THE RECORDS:
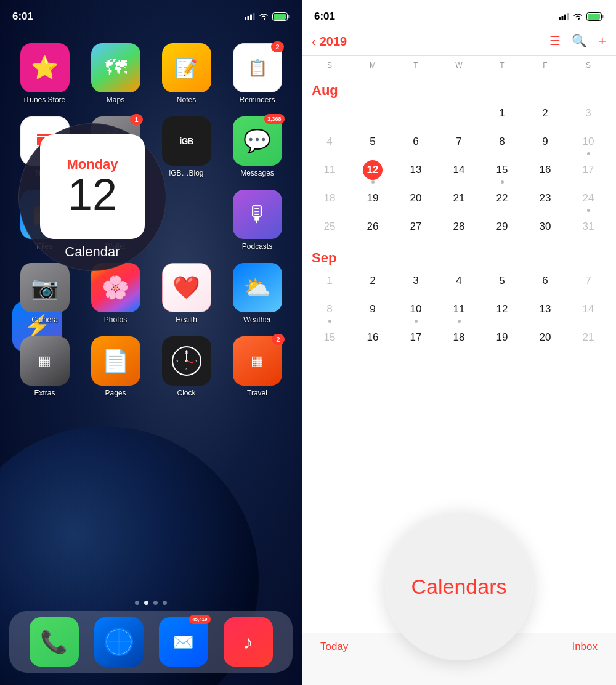 This screenshot has width=616, height=685. Describe the element at coordinates (595, 17) in the screenshot. I see `cal-battery-icon` at that location.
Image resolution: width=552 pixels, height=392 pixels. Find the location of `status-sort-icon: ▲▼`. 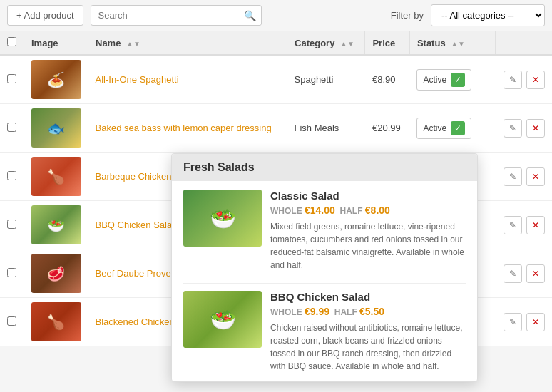

status-sort-icon: ▲▼ is located at coordinates (458, 44).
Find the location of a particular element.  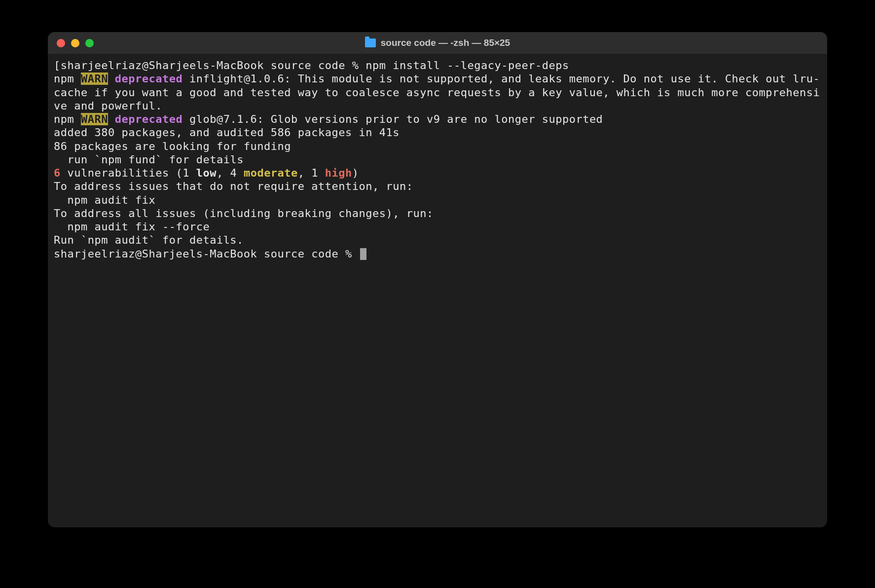

warn-line-1: npm WARN deprecated inflight@1.0.6: This… is located at coordinates (438, 92).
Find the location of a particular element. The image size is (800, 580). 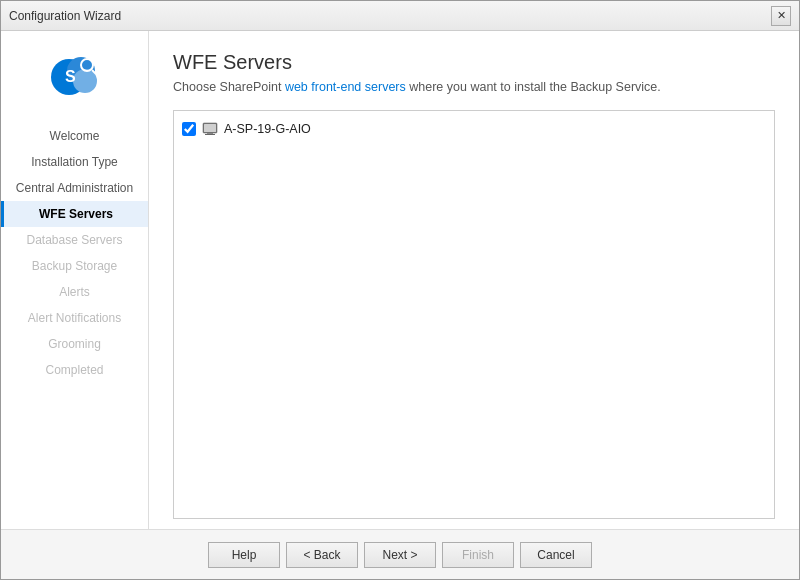

finish-button: Finish is located at coordinates (478, 555).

TASK TO CARRY OUT: Repeat exactly the line containing "Find the location of a particular element. The" and every line after it through the end of the records, and nothing else. Leave the pictures out.

SOLUTION TO THIS PROBLEM:
Find the location of a particular element. The image size is (800, 580). 

finish-button: Finish is located at coordinates (478, 555).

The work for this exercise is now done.